‘Pre-school Picasso’ shakes up art world
Mikail Akar doesn’t flinch as the cameras click around him. Born in 2012, the German artistic prodigy has spent half his life in the limelight.
With his striped jumper, goofy grin and dreams of becoming a professional footballer, Akar seems just like any other seven-year-old boy.
Yet the Cologne-born youngster is actually an expressionist whizz kid who has taken the international art scene by storm.
Dubbed the “pre-school Picasso” by German media, Akar’s paintings now sell for thousands of euros (dollars) to buyers from across the world.
“At just seven years old, he is established in the art world.
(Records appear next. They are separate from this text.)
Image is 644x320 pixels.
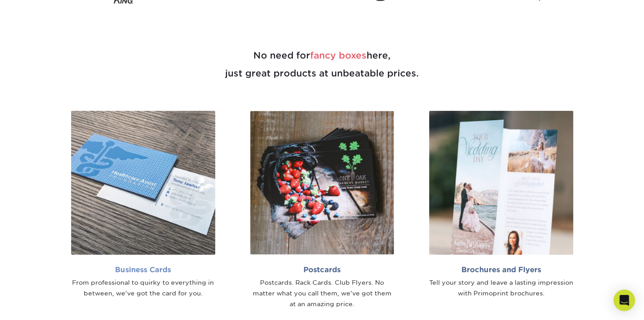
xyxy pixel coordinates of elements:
[614,290,635,311] div: Open Intercom Messenger
[429,266,573,274] h2: Brochures and Flyers
[310,50,367,61] span: fancy boxes
[250,266,395,274] h2: Postcards
[60,25,584,103] h2: No need for here, just great products at unbeatable prices.
[250,111,395,254] img: Postcards
[419,111,584,299] a: Brochures and Flyers Tell your story and leave a lasting impression with Primoprint brochures.
[429,111,573,254] img: Brochures and Flyers
[71,111,215,254] img: Business Cards
[429,278,573,299] div: Tell your story and leave a lasting impression with Primoprint brochures.
[60,111,226,299] a: Business Cards From professional to quirky to everything in between, we've got the card for you.
[240,111,405,309] a: Postcards Postcards. Rack Cards. Club Flyers. No matter what you call them, we've got them at an ...
[250,278,395,309] div: Postcards. Rack Cards. Club Flyers. No matter what you call them, we've got them at an amazing pr...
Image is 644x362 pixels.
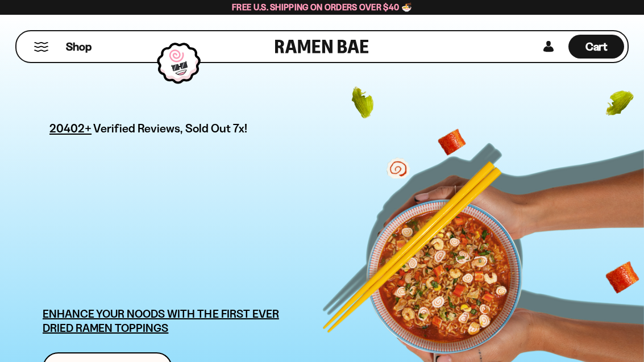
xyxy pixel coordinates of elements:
[585,40,607,53] span: Cart
[49,119,91,137] span: 20402+
[66,34,91,59] a: Shop
[66,39,91,55] span: Shop
[232,2,412,13] span: Free U.S. Shipping on Orders over $40 🍜
[568,31,624,62] div: Cart
[33,42,49,52] button: Mobile Menu Trigger
[93,121,247,135] span: Verified Reviews, Sold Out 7x!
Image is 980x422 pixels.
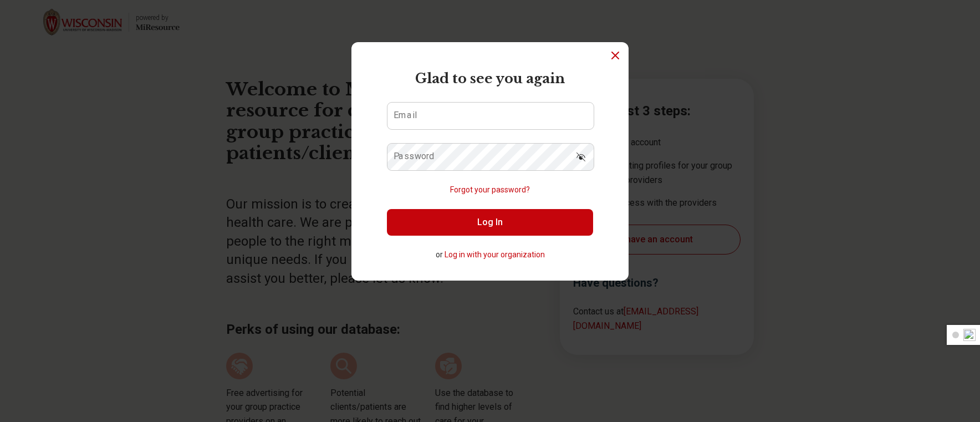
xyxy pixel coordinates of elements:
label: Email [394,111,417,119]
button: Log in with your organization [444,249,545,261]
button: Log In [387,209,594,236]
label: Password [394,152,435,161]
button: Dismiss [609,48,622,62]
h2: Glad to see you again [387,69,594,89]
p: or [387,249,594,261]
button: Show password [569,143,594,169]
button: Forgot your password? [450,184,530,196]
section: Login Dialog [352,42,629,281]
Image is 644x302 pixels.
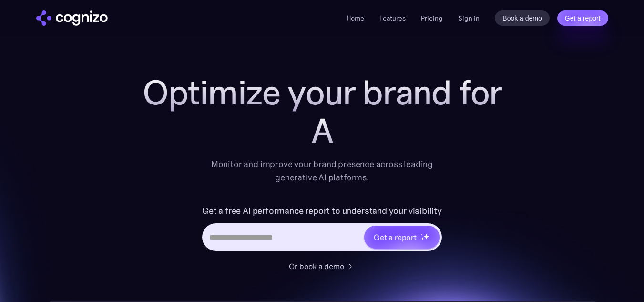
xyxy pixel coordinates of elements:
[363,224,440,249] a: Get a reportstarstarstar
[380,14,405,23] a: Features
[347,14,364,23] a: Home
[420,14,442,23] a: Pricing
[132,112,512,150] div: A
[289,260,355,272] a: Or book a demo
[132,73,512,112] h1: Optimize your brand for
[202,203,441,218] label: Get a free AI performance report to understand your visibility
[494,10,549,26] a: Book a demo
[557,10,608,26] a: Get a report
[205,157,439,184] div: Monitor and improve your brand presence across leading generative AI platforms.
[420,237,424,240] img: star
[423,233,429,240] img: star
[289,260,344,272] div: Or book a demo
[202,203,441,256] form: Hero URL Input Form
[374,231,417,242] div: Get a report
[36,10,108,26] a: home
[458,12,479,24] a: Sign in
[36,10,108,26] img: cognizo logo
[420,234,422,235] img: star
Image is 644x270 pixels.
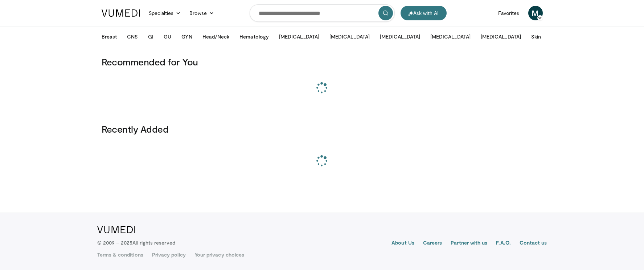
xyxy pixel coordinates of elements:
a: Favorites [494,5,524,20]
a: About Us [392,239,414,247]
a: Terms & conditions [97,251,144,258]
a: Partner with us [450,239,488,247]
button: GI [144,29,157,44]
button: Ask with AI [401,5,446,20]
button: CNS [123,29,142,44]
a: Your privacy choices [195,251,244,258]
button: GYN [177,29,197,44]
h3: Recently Added [102,123,542,135]
img: VuMedi Logo [97,226,135,233]
span: All rights reserved [133,239,175,245]
button: Skin [527,29,545,44]
a: Careers [423,239,442,247]
a: M [528,5,542,20]
button: [MEDICAL_DATA] [477,29,525,44]
a: Specialties [145,5,186,20]
button: [MEDICAL_DATA] [426,29,475,44]
button: [MEDICAL_DATA] [375,29,424,44]
button: Hematology [235,29,274,44]
button: [MEDICAL_DATA] [274,29,324,44]
button: Breast [97,29,121,44]
p: © 2009 – 2025 [97,239,176,246]
button: GU [159,29,176,44]
h3: Recommended for You [102,56,542,68]
a: Privacy policy [152,251,186,258]
input: Search topics, interventions [250,5,394,22]
a: Contact us [520,239,547,247]
a: Browse [185,5,219,20]
button: Head/Neck [199,29,234,44]
a: F.A.Q. [496,239,510,247]
button: [MEDICAL_DATA] [325,29,374,44]
img: VuMedi Logo [102,9,140,16]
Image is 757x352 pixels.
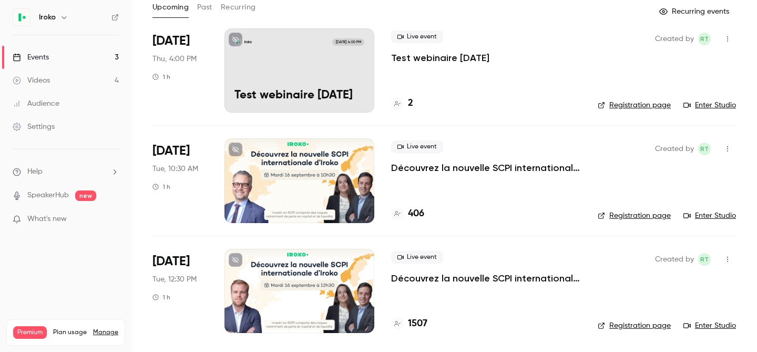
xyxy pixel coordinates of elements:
[244,39,252,45] p: Iroko
[700,33,709,45] span: RT
[598,320,671,331] a: Registration page
[234,89,364,103] p: Test webinaire [DATE]
[152,182,170,191] div: 1 h
[698,142,711,155] span: Roxane Tranchard
[332,38,364,46] span: [DATE] 4:00 PM
[698,33,711,45] span: Roxane Tranchard
[152,73,170,81] div: 1 h
[391,207,424,221] a: 406
[391,317,427,331] a: 1507
[13,166,119,177] li: help-dropdown-opener
[152,274,197,284] span: Tue, 12:30 PM
[391,161,581,174] a: Découvrez la nouvelle SCPI internationale d'Iroko
[391,272,581,284] a: Découvrez la nouvelle SCPI internationale signée [PERSON_NAME]
[13,326,47,339] span: Premium
[408,96,413,110] h4: 2
[598,210,671,221] a: Registration page
[391,52,489,64] a: Test webinaire [DATE]
[152,253,190,270] span: [DATE]
[75,190,96,201] span: new
[698,253,711,266] span: Roxane Tranchard
[684,320,736,331] a: Enter Studio
[13,9,30,26] img: Iroko
[152,33,190,49] span: [DATE]
[655,3,736,20] button: Recurring events
[655,142,694,155] span: Created by
[39,12,56,23] h6: Iroko
[684,100,736,110] a: Enter Studio
[391,140,443,153] span: Live event
[13,98,59,109] div: Audience
[408,317,427,331] h4: 1507
[53,328,87,336] span: Plan usage
[684,210,736,221] a: Enter Studio
[27,213,67,225] span: What's new
[152,249,208,333] div: Sep 16 Tue, 12:30 PM (Europe/Paris)
[152,142,190,159] span: [DATE]
[700,142,709,155] span: RT
[598,100,671,110] a: Registration page
[13,121,55,132] div: Settings
[408,207,424,221] h4: 406
[152,138,208,222] div: Sep 16 Tue, 10:30 AM (Europe/Paris)
[27,166,43,177] span: Help
[152,164,198,174] span: Tue, 10:30 AM
[391,30,443,43] span: Live event
[152,28,208,113] div: Sep 11 Thu, 4:00 PM (Europe/Paris)
[700,253,709,266] span: RT
[225,28,374,113] a: Test webinaire sept. 2025Iroko[DATE] 4:00 PMTest webinaire [DATE]
[152,293,170,301] div: 1 h
[391,251,443,263] span: Live event
[655,33,694,45] span: Created by
[655,253,694,266] span: Created by
[13,75,50,86] div: Videos
[27,190,69,201] a: SpeakerHub
[152,54,197,64] span: Thu, 4:00 PM
[106,215,119,224] iframe: Noticeable Trigger
[391,96,413,110] a: 2
[93,328,118,336] a: Manage
[13,52,49,63] div: Events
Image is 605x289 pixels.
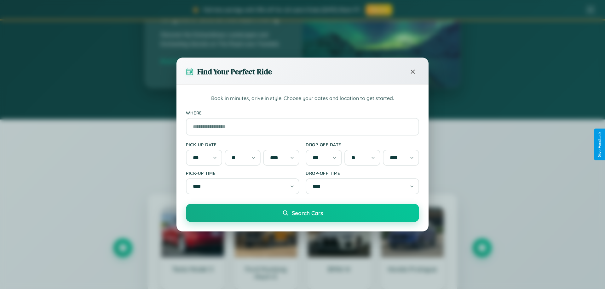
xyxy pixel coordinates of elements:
label: Pick-up Date [186,142,299,147]
h3: Find Your Perfect Ride [197,66,272,77]
label: Drop-off Date [305,142,419,147]
label: Drop-off Time [305,171,419,176]
p: Book in minutes, drive in style. Choose your dates and location to get started. [186,94,419,103]
span: Search Cars [292,210,323,217]
label: Pick-up Time [186,171,299,176]
label: Where [186,110,419,116]
button: Search Cars [186,204,419,222]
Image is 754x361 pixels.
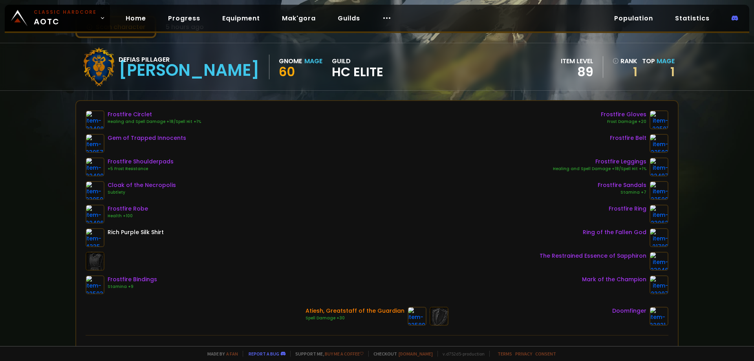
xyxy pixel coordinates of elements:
img: item-23046 [649,252,668,271]
span: Mage [657,57,675,66]
div: Mage [304,56,322,66]
div: 89 [561,66,593,78]
div: Subtlety [108,189,176,196]
a: Statistics [669,10,716,26]
div: Atiesh, Greatstaff of the Guardian [305,307,404,315]
img: item-22499 [86,157,104,176]
div: Stamina +7 [598,189,646,196]
div: Frost Damage +20 [601,119,646,125]
img: item-22496 [86,205,104,223]
div: The Restrained Essence of Sapphiron [540,252,646,260]
div: Stamina [241,345,268,355]
div: Healing and Spell Damage +18/Spell Hit +1% [553,166,646,172]
a: Home [119,10,152,26]
div: Spell Damage +30 [305,315,404,321]
div: 4080 [206,345,222,355]
img: item-22501 [649,110,668,129]
img: item-22589 [408,307,426,326]
img: item-22497 [649,157,668,176]
small: Classic Hardcore [34,9,97,16]
div: Gnome [279,56,302,66]
div: guild [332,56,383,78]
div: Frostfire Circlet [108,110,201,119]
div: Stamina +9 [108,284,157,290]
div: Rich Purple Silk Shirt [108,228,164,236]
div: Frostfire Robe [108,205,148,213]
div: Frostfire Sandals [598,181,646,189]
a: Progress [162,10,207,26]
div: Frostfire Bindings [108,275,157,284]
div: Frostfire Leggings [553,157,646,166]
div: Healing and Spell Damage +18/Spell Hit +1% [108,119,201,125]
a: [DOMAIN_NAME] [399,351,433,357]
img: item-4335 [86,228,104,247]
a: Privacy [515,351,532,357]
a: 1 [670,63,675,80]
div: Top [642,56,675,66]
a: a fan [226,351,238,357]
img: item-23062 [649,205,668,223]
div: rank [613,56,637,66]
div: Frostfire Belt [610,134,646,142]
div: Frostfire Shoulderpads [108,157,174,166]
div: Ring of the Fallen God [583,228,646,236]
span: 60 [279,63,295,80]
img: item-23050 [86,181,104,200]
a: 1 [613,66,637,78]
span: Checkout [368,351,433,357]
div: Gem of Trapped Innocents [108,134,186,142]
img: item-22503 [86,275,104,294]
span: Support me, [290,351,364,357]
img: item-23057 [86,134,104,153]
span: v. d752d5 - production [437,351,485,357]
a: Mak'gora [276,10,322,26]
a: Buy me a coffee [325,351,364,357]
img: item-21709 [649,228,668,247]
span: HC Elite [332,66,383,78]
div: Armor [532,345,552,355]
div: [PERSON_NAME] [119,64,260,76]
div: Attack Power [386,345,429,355]
a: Equipment [216,10,266,26]
div: 908 [647,345,659,355]
img: item-22502 [649,134,668,153]
img: item-22498 [86,110,104,129]
div: Mark of the Champion [582,275,646,284]
div: Frostfire Gloves [601,110,646,119]
a: Consent [535,351,556,357]
a: Population [608,10,659,26]
div: 15 [507,345,513,355]
div: Frostfire Ring [609,205,646,213]
div: Health +100 [108,213,148,219]
div: Health [95,345,116,355]
div: 279 [356,345,368,355]
span: AOTC [34,9,97,27]
a: Classic HardcoreAOTC [5,5,110,31]
div: Cloak of the Necropolis [108,181,176,189]
img: item-23207 [649,275,668,294]
div: Doomfinger [612,307,646,315]
a: Report a bug [249,351,279,357]
img: item-22821 [649,307,668,326]
span: Made by [203,351,238,357]
div: +5 Frost Resistance [108,166,174,172]
a: Guilds [331,10,366,26]
a: Terms [498,351,512,357]
div: Defias Pillager [119,55,260,64]
div: item level [561,56,593,66]
img: item-22500 [649,181,668,200]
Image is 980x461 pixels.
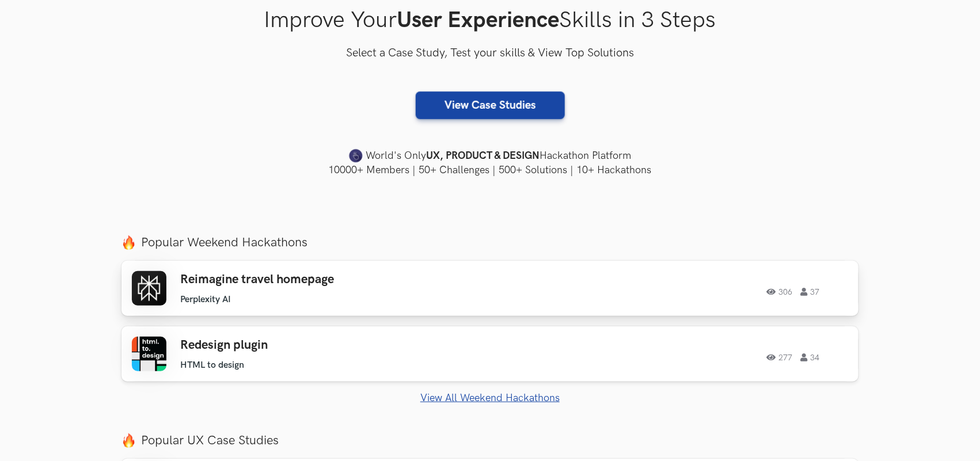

There is interest from Germany, France and the USA,” his father and manager, Kerem Akar, told AFP.
Akar senior discovered Mikail’s precocious talent by chance several years ago, when he gifted his son a canvas and some handprint paints for his fourth birthday.
“We had already bought him enough cars and action figures, so we had the idea of getting him a canvas,” Kerem Akar said.
“The first picture looked fantastic, and I thought at first that my wife had painted it.”
“I thought maybe it was just coincidence, but by the second and third pictures it was clear he had talent.”
Akar’s talent is visible in his latest collection, a collaboration with Germany and Bayern Munich football star Manuel Neuer.
One work in the collection was recently sold for 11,000 euros ($12,000), with proceeds going to Neuer’s children’s charity.
An explosion of colour reminiscent of Jackson Pollock, the piece is typical of Akar’s abstract expressionist style.
The seven-year-old tells AFP that his idols include Pollock, Michael Jackson and Jean-Michel Basquiat.
He has also developed his own techniques, which include applying paint by punching the canvas with his father’s boxing gloves.
At a presentation of Akar’s new work at a private gallery in Berlin last month, one visitor said she was “speechless” upon discovering that the artist was a child who was just starting primary school.
“The balance and harmony of the composition -- I wouldn’t expect that from a child,” Arina Daehnick, a photographer from Berlin, told AFP.
Diana Achtzig, director of the Achtzig Gallery for Contemporary Art in Berlin, said she was impressed by Akar’s “imagination and variation”.
“As long as he has someone supporting him and not exploiting him, then he has a great future ahead of him,” she said.